112 pages • 3 hours read
Jesmyn WardA modern alternative to SparkNotes and CliffsNotes, SuperSummary offers high-quality Study Guides with detailed chapter summaries and analysis of major themes, characters, and more. For select classroom titles, we also provide Teaching Guides with discussion and quiz questions to prompt student engagement.
Summary
“The Tradition” by Jericho Brown
Introduction by Jesmyn Ward
“Homegoing, AD” by Kima Jones
“The Weight” by Rachel Kaadzi Ghansah
“Lonely in America” by Wendy S. Walters
“Where Do We Go from Here?” by Isabel Wilkerson
“‘The Dear Pledges of Our Love’: A Defense of Phillis Wheatley’s Husband” by Honorée Fanonne Jeffers
“White Rage” by Carol Anderson
“Cracking the Code” by Jesmyn Ward
“Queries of Unrest” by Clint Smith
“Blacker Than Thou” by Kevin Young
“Da Art of Storytellin’ (a Prequel)” by Kiese Laymon
“Black and Blue” by Garnette Cadogan
“The Condition of Black Life Is One of Mourning” by Claudia Rankine
“Know Your Rights!” by Emily Raboteau
“Composite Pops” by Mitchell S. Jackson
“Theories of Time and Space” by Natasha Trethewey
“This Far: Notes on Love and Revolution” by Daniel José Older
“Message to My Daughters” by Edwidge Danticat
Key Figures
Themes
Symbols & Motifs
Important Quotes
Essay Topics
Poet Jericho Brown has received Guggenheim, National Endowment for the Arts, and Radcliffe Institute fellowships and is an associate professor at Emory University. His poem “The Tradition” begins the anthology. Brown connects fleeting flora with fallen black men such as Michael Brown in this sonnet. The sonnet appears in his poetry collection The Tradition.
Two-time National Book Award-winner and MacArthur Genius Grant recipient Jesmyn Ward conceived of The Fire This Time and edited the anthology. She is an associate professor of English at Tulane University. Her Introduction to the book describes its beginnings in her sorrow over the death of Trayvon Martin. Her personal connection to the work of James Baldwin informs her commitment to offer compassionate literature to others, as he did for her. Her essay “Cracking the Code” sees her coming to terms with her mixed genetic heritage and choosing to see it as a symbol of cultural unity.
Kima Jones wrote the anthology’s hybrid poem, “Homegoing, AD.” A poet and fiction writer and recipient of fellowships from The MacDowell Colony, PEN Center USA Emerging Voices, Kimbilo Fiction, and Yaddo’s Howard Moss Residency in Poetry, she blends genres to depict a family in the Southern swamp in this piece.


> [Task item] Wherever "color" appears in a line of the listing, report that line.

> [Exercise input]
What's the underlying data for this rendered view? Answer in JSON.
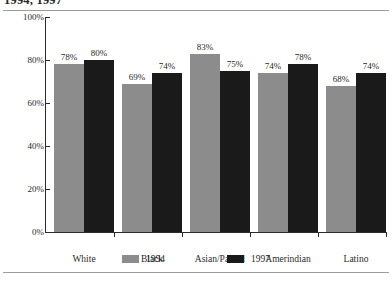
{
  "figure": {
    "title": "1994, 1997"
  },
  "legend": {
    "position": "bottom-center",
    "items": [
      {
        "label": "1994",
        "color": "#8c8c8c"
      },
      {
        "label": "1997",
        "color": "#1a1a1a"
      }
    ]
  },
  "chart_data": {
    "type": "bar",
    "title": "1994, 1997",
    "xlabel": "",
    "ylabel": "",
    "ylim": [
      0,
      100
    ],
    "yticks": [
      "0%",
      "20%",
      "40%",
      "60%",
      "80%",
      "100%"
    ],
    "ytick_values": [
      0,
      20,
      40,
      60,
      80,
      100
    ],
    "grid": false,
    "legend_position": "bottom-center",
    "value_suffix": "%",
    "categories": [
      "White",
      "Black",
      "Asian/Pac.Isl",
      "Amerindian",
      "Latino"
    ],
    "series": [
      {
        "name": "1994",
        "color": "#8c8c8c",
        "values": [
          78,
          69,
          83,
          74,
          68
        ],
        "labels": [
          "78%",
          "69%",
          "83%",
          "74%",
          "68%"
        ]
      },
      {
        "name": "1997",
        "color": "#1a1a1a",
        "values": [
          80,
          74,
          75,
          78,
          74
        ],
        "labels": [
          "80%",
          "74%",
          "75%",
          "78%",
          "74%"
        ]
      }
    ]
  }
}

> [Response]
        "color": "#8c8c8c"
        "color": "#1a1a1a"
        "color": "#8c8c8c",
        "color": "#1a1a1a",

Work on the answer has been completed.